Abstract

The distance and relative orientation of functional groups within protein domains and their changes during chemical reactions determine the efficiency of biological processes. In this work on electron transfer proteins, we report the results of orientation resolving dipolar high-field EPR spectroscopy on the charge-separated state P700•+ A1•– (P700, primary electron donor; A1, phylloquinone electron acceptor) in Photosystem I (PS I). Pulsed high-field EPR spectroscopy at W-band (95 GHz, 3.4 T) with extensions to PELDOR (pulsed electron–electron double resonance) and RIDME (relaxation-induced dipolar modulation enhancement) was utilized to obtain the parameters describing the three-dimensional structure of the laser-flash-induced transient radical pair P700•+ A1•– in a frozen solution of deuterated PS I from the cyanobacterium Synechocystis sp. PCC 6803, which is performing oxygenic photosynthesis. The measured distances and relative orientations of the weakly coupled radical ions in the radical pair P700•+ A1•– are compared with previously reported geometries and with those of the precursor cofactors P700 and A1 known from X-ray crystallography. Cyclic electron transfer was found to proceed exclusively via the A-branch of the cofactor chain of PS I at cryogenic temperature. The position and orientation of the reduced phylloquinone coincide with those of the precursor, revealing that no substantial orientational changes of the phylloquinone molecule upon charge separation occur. Several distinct orientations of the P700•+ g-tensor axes with respect to the molecular frame of the primary donor were found experimentally, which we explain by several conformational substates of the P700•+ radical structure having slightly different electron spin density distributions.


**Action item**
Reproduce exactly, and exclusively, the lines from the line containing "Describe the element at coordinates (1246, 16)" through the final line of the listing below.
(Beginning of Data to process)
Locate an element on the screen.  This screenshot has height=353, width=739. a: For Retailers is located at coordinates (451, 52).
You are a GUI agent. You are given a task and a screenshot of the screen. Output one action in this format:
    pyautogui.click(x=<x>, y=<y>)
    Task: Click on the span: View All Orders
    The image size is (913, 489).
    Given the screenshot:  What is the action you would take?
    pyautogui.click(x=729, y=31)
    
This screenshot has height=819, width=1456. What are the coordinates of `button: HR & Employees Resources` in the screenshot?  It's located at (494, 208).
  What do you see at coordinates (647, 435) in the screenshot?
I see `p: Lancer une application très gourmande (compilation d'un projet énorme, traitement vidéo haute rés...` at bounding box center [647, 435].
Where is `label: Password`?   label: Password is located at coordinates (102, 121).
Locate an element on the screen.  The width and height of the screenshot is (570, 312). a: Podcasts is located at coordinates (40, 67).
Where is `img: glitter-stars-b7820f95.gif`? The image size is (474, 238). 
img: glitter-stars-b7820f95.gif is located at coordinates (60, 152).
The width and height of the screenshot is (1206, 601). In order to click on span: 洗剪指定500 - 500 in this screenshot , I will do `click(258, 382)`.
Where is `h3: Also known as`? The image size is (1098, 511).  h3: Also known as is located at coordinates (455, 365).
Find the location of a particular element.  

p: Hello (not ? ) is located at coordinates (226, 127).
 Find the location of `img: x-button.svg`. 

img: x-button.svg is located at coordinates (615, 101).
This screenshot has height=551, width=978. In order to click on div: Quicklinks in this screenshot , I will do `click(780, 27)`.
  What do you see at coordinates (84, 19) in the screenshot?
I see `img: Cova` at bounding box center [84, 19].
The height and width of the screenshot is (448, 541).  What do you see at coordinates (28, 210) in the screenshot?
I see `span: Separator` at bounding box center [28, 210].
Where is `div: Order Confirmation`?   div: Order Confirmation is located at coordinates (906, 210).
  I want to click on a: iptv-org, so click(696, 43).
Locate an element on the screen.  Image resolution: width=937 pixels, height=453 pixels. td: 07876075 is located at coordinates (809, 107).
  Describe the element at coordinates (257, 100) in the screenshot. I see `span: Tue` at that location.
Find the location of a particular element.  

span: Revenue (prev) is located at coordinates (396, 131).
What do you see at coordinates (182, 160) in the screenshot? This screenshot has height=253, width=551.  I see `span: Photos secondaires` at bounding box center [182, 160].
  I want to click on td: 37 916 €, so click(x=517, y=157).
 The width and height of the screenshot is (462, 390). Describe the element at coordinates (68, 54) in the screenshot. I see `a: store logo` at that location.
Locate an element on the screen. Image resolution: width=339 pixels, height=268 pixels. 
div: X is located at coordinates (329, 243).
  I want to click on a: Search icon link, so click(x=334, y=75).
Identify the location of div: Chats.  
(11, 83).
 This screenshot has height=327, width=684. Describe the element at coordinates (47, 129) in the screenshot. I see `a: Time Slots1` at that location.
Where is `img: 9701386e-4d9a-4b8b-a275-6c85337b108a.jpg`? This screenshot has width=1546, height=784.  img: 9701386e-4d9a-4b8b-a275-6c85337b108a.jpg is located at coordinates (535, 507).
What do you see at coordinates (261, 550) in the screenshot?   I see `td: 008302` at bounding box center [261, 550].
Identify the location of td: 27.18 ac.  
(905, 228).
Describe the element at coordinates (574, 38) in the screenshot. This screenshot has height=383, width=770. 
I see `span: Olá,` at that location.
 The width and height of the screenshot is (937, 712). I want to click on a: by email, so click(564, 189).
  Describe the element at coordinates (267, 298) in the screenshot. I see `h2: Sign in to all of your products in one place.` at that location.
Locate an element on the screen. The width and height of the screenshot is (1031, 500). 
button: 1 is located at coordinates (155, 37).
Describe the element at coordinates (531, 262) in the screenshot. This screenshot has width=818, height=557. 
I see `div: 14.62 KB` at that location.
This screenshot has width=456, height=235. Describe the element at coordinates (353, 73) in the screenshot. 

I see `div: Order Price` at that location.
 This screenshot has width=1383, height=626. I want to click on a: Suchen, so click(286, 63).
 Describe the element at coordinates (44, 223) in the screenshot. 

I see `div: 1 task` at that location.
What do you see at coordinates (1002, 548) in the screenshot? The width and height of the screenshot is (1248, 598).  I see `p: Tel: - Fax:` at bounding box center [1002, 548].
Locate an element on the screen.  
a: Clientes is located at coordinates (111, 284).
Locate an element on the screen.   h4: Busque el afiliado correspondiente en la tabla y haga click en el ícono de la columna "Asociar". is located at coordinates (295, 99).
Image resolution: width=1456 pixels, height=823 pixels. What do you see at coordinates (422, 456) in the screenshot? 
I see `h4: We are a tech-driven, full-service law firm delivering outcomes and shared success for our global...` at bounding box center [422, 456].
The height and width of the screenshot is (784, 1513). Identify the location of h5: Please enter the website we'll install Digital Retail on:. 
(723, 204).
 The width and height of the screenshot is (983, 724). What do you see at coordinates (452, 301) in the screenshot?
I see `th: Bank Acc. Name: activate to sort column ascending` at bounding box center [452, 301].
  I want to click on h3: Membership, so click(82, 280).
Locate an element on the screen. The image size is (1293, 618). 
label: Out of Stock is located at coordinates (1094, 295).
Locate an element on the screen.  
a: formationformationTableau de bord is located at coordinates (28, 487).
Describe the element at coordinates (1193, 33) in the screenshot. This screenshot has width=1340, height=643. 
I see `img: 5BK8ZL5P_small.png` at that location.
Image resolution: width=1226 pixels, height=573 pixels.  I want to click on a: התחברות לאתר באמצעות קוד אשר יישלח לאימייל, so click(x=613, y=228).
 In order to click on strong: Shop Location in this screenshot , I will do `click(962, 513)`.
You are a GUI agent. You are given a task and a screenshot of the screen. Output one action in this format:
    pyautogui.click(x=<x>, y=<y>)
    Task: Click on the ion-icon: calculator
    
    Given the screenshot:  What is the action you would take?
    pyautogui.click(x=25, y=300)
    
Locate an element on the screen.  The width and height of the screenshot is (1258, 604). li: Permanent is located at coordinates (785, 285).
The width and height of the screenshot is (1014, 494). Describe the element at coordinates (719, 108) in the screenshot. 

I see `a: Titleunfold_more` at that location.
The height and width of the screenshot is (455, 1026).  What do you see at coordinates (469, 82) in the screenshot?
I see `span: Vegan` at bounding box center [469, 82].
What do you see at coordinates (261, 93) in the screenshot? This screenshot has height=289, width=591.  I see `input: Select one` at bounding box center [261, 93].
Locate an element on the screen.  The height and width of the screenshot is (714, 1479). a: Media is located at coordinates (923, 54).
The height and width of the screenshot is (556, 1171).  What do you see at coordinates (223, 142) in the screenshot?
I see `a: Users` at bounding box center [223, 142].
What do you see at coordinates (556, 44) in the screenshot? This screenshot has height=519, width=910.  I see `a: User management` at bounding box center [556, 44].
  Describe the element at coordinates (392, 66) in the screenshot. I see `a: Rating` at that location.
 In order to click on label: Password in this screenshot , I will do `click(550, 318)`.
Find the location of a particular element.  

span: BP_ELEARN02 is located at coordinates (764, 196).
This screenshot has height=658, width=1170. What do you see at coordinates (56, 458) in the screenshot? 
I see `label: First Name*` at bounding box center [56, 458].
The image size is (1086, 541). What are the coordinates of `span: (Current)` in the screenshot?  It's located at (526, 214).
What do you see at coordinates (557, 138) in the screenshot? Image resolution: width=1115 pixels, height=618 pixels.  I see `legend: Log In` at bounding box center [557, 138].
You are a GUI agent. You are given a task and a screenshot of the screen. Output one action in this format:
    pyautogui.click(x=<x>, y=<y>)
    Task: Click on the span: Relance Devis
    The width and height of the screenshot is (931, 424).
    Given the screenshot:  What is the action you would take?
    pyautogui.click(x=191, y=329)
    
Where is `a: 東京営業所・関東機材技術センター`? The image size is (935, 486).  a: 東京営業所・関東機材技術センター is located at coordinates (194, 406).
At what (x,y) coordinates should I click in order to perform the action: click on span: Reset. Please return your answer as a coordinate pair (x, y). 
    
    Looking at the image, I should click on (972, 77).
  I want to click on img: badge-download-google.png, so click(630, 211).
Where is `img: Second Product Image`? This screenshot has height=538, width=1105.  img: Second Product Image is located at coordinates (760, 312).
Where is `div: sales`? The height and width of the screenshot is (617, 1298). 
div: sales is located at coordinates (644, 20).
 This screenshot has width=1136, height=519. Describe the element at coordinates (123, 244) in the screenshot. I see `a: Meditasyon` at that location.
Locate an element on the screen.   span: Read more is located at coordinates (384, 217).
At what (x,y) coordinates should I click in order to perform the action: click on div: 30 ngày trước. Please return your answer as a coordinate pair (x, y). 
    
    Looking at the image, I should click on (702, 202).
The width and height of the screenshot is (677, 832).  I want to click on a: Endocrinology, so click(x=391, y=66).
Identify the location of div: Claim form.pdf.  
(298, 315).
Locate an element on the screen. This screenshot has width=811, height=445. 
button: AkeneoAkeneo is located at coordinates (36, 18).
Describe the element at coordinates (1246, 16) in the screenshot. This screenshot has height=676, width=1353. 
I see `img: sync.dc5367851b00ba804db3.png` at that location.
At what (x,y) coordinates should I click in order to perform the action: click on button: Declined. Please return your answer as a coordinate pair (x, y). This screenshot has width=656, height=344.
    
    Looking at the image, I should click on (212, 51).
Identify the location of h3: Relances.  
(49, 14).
(End of Data to process)
**Answer**
Describe the element at coordinates (1246, 16) in the screenshot. This screenshot has height=676, width=1353. 
I see `img: sync.dc5367851b00ba804db3.png` at that location.
At what (x,y) coordinates should I click in order to perform the action: click on button: Declined. Please return your answer as a coordinate pair (x, y). This screenshot has width=656, height=344.
    
    Looking at the image, I should click on (212, 51).
Identify the location of h3: Relances.  
(49, 14).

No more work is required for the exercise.